On Fri Nov 14 2014 at 10:43:48 PM Steven Ross
On Thu Nov 13 2014 at 2:07:53 AM Vladimir Prus
wrote:
what input data distribution is this? Could you run the tests with
worst-case data distribution for your algorithm?
The input data distribution was evenly distributed 32-bit random data. The absolute worst-case distribution I've been able to design for spreadsort is binaryalrbreaker with an ALR_THRESHOLD of 3. With 32-bit integers, it has 512 elements, and takes 15 microseconds for integer_sort, and 14 microseconds for std::sort. With 64-bit integers, it has 131072 elements, and takes 2.8ms for integer_sort, and 1.6ms for std::sort. If you add or subtract any elements, it won't be the worst-case distribution! If I simply double the number of elements, 64-bit integer_sort takes 5.35ms, and std::sort takes 4.56ms. I'm not sure what kind of graph would make sense with this type of situation.

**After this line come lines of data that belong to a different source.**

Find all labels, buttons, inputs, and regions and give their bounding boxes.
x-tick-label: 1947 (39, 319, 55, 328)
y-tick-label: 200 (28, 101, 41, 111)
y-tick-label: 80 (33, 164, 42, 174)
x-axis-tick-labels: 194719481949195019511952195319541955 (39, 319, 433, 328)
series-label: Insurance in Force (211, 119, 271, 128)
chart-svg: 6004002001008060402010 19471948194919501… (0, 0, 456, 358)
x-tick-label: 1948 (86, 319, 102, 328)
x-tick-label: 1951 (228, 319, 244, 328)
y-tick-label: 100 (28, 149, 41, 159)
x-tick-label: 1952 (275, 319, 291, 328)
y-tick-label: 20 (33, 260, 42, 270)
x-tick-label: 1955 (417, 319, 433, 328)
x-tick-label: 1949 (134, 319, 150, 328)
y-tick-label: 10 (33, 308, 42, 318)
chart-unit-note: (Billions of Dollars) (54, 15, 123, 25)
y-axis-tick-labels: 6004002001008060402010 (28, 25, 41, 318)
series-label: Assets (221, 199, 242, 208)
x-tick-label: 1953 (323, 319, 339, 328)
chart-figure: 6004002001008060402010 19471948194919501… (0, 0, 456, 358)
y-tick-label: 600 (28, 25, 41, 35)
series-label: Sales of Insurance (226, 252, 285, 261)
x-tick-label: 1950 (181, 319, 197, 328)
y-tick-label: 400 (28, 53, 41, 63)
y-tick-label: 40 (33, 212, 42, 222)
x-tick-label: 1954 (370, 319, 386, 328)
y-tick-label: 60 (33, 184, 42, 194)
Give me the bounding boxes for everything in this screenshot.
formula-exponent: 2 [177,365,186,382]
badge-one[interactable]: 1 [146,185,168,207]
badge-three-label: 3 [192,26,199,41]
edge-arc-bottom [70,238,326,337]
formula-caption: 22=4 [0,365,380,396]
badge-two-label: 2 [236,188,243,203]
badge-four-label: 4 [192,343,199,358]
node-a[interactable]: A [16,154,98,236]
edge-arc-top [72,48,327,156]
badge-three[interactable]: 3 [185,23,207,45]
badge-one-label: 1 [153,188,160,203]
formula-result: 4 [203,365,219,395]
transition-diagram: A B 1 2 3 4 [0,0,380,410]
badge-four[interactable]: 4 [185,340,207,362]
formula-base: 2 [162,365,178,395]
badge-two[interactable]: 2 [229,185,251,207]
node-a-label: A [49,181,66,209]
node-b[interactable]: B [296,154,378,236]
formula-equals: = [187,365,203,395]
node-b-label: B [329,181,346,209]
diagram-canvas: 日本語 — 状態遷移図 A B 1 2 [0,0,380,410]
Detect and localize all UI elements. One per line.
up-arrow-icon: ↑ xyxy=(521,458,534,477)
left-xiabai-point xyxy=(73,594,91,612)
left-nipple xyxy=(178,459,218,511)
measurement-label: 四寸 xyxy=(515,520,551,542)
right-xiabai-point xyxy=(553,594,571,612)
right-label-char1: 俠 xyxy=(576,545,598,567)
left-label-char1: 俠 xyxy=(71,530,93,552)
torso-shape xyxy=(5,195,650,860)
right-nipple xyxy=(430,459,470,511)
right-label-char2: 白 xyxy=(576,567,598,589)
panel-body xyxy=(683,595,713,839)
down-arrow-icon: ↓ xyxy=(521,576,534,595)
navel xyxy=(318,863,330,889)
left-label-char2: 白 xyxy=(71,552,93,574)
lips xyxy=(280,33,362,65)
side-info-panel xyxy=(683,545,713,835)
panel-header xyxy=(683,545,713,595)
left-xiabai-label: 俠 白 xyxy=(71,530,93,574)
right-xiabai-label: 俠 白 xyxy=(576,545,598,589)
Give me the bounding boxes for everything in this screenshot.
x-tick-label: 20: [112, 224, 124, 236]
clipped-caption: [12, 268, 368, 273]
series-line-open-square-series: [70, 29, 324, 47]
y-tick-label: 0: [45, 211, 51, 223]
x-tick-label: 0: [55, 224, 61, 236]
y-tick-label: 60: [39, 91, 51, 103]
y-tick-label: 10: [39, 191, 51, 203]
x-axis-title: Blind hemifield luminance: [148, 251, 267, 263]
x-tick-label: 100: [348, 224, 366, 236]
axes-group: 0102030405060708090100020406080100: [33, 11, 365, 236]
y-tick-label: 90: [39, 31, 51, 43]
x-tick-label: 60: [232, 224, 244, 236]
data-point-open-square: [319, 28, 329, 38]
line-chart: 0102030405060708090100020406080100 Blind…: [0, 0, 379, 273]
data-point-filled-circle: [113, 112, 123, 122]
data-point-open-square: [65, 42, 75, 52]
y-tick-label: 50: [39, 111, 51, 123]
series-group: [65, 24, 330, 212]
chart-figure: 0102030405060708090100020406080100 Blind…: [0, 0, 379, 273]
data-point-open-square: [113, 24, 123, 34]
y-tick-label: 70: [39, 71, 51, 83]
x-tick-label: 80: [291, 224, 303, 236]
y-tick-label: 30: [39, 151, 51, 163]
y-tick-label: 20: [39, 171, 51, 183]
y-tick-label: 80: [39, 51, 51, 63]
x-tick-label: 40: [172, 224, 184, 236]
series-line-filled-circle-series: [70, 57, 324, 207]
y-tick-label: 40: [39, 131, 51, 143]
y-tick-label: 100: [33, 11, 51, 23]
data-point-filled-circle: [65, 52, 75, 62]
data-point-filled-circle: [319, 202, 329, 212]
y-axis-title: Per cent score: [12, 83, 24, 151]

I'd also like to note that this distribution is specifically designed to make integer_sort slow, and cannot be scaled up without improving the relative speed of integer_sort.
In analyzing this data to see why it was slower with integer_sort than
std::sort, I realized that it was creating the input data in reverse-sorted
order. This ends up being a case where std::sort is substantially faster
than usual (as branch prediction becomes very accurate), making it not a
worst-case comparison. I changed the code to swap 10% of the inputs with
random other inputs to break up the reverse-sorted order, and both
integer_sort and std::sort slowed down to comparable speeds. I also
regenerated the data (the least significant bits are randomized) and reran
the sort 10 times in a loop (on new data each time) to reduce noise. The
net result is:
std::sort elapsed time 0.049344
integer_sort elapsed time 0.046429
(results in seconds)
integer_sort is 6% faster on 64-bit integers, on my Ubuntu system, for
integer_sort's worst-case distribution.